Across the River and Into the Trees
Drama | 100 min. | 2024
Synopsis
Set in post-war Venice, Across the River and Into the Trees follows Colonel Richard Cantwell, an American war hero haunted by the front and facing terminal illness with stoic detachment. As he sets out for what may be a final hunting trip and a return to familiar places, a chance encounter with a young countess opens an unexpected space for tenderness, memory, and renewal.
Cast
Liev Schreiber, Matilda De Angelis, Josh Hutcherson, Laura Morante, Danny Huston, Sabrina Impacciatore
Director
Paula Ortiz
Producer
John Smallcombe, Kirstin Roegner,
Liev Schreiber, Ken Gord, Robert MacLean, Michael Paletta
A Hemingway story of love, war, and passing time
Across the River and Into the Trees is rooted in the final complete novel published by Ernest Hemingway during his lifetime, and it carries many of the themes most closely associated with his writing: love, war, youth, and the weight of passing years. Rather than building itself around spectacle, the film seems to embrace a quieter emotional scale, using a fleeting encounter to reflect on mortality, memory, and the fragile beauty of late renewal.
A wounded colonel at the center of the story
At the heart of the film is Colonel Richard Cantwell, a decorated American officer living in the aftermath of war and confronting the news of his terminal illness with a kind of controlled indifference. This condition gives the narrative its emotional gravity, because every movement through Venice, every memory, and every encounter carries the feeling of a man standing at the threshold between endurance and surrender.
Venice as a place of memory and suspended time
One of the most distinctive qualities of Across the River and Into the Trees is its Venetian setting, which emerges not only as a location but as a landscape of remembrance, beauty, and inner stillness. Official materials describe the film as capturing a fleeting moment of immortality where time seems to stand still, and Venice becomes the ideal space for that sensation: a city where love, decline, and memory can coexist in the same breath.
The encounter that rekindles life
As Cantwell’s plans begin to unravel, the meeting with the young countess Renata introduces a different emotional current into the story. Public synopses consistently frame this encounter as the moment that kindles in him the hope of renewal, turning the film into something more than a farewell narrative. What emerges is a fragile relationship shaped not by certainty, but by the possibility that affection and beauty might still interrupt despair.
A lyrical adaptation shaped by reflection and regret
Critical descriptions of the film often emphasize its meditative and melancholic tone, built less on action than on conversation, presence, and emotional hesitation. This makes Across the River and Into the Trees feel like a reflective adaptation, one interested in life’s choices, unfinished feelings, and the quiet ache of what can no longer be recovered. The result is a drama that moves through understatement rather than intensity, but still carries strong emotional resonance.
Paula Ortiz’s vision between beauty and mortality
Paula Ortiz has described the film as not only an adaptation of one of Hemingway’s final novels, but also as a song of death, life, and beauty. That perspective helps explain the film’s tone: intimate, elegiac, and attentive to the way two wounded people may briefly help each other reconnect with the center of life. In this sense, Across the River and Into the Trees becomes less a conventional war drama than a cinematic meditation on grace, memory, and the last season of existence.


■ Problem to work on ■
Go through the data and copy each line where the string "DEATH" appears.

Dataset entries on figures
------------------------------------
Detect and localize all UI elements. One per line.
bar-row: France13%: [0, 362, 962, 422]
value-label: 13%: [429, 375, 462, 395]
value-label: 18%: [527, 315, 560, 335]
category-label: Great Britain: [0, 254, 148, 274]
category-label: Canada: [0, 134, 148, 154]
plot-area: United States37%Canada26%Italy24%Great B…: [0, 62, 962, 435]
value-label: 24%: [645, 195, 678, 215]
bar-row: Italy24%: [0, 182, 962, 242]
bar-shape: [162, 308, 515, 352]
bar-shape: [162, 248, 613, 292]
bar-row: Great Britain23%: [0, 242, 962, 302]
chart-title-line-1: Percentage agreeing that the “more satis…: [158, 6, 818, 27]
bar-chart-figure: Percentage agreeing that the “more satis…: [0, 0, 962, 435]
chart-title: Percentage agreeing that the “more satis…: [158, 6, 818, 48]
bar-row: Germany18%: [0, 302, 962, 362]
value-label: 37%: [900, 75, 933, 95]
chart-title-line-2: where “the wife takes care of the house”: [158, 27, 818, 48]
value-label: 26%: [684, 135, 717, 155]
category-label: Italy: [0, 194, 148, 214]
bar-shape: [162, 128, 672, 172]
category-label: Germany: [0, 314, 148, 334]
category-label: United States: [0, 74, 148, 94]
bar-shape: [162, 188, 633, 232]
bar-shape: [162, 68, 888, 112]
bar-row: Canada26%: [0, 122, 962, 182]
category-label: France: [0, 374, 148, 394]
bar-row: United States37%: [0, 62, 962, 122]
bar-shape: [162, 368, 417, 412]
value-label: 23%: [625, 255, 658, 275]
------------------------------------
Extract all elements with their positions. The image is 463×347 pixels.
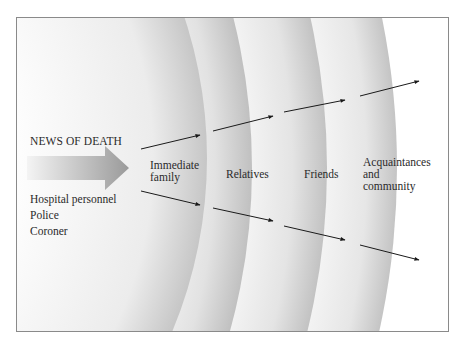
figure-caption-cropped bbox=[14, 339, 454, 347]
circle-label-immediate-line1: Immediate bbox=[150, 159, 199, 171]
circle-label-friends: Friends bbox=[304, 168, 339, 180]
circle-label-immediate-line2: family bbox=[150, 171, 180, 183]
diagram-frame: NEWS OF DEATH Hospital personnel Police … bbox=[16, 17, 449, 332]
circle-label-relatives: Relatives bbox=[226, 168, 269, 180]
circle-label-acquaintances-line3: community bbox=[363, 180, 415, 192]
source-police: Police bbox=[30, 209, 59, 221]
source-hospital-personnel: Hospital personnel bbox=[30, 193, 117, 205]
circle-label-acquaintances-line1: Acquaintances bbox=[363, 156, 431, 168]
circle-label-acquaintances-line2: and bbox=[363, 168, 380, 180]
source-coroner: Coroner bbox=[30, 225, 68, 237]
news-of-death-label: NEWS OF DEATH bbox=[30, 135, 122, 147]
------------------------------------
■ Response area ■
diagram-frame: NEWS OF DEATH Hospital personnel Police … bbox=[16, 17, 449, 332]
news-of-death-label: NEWS OF DEATH bbox=[30, 135, 122, 147]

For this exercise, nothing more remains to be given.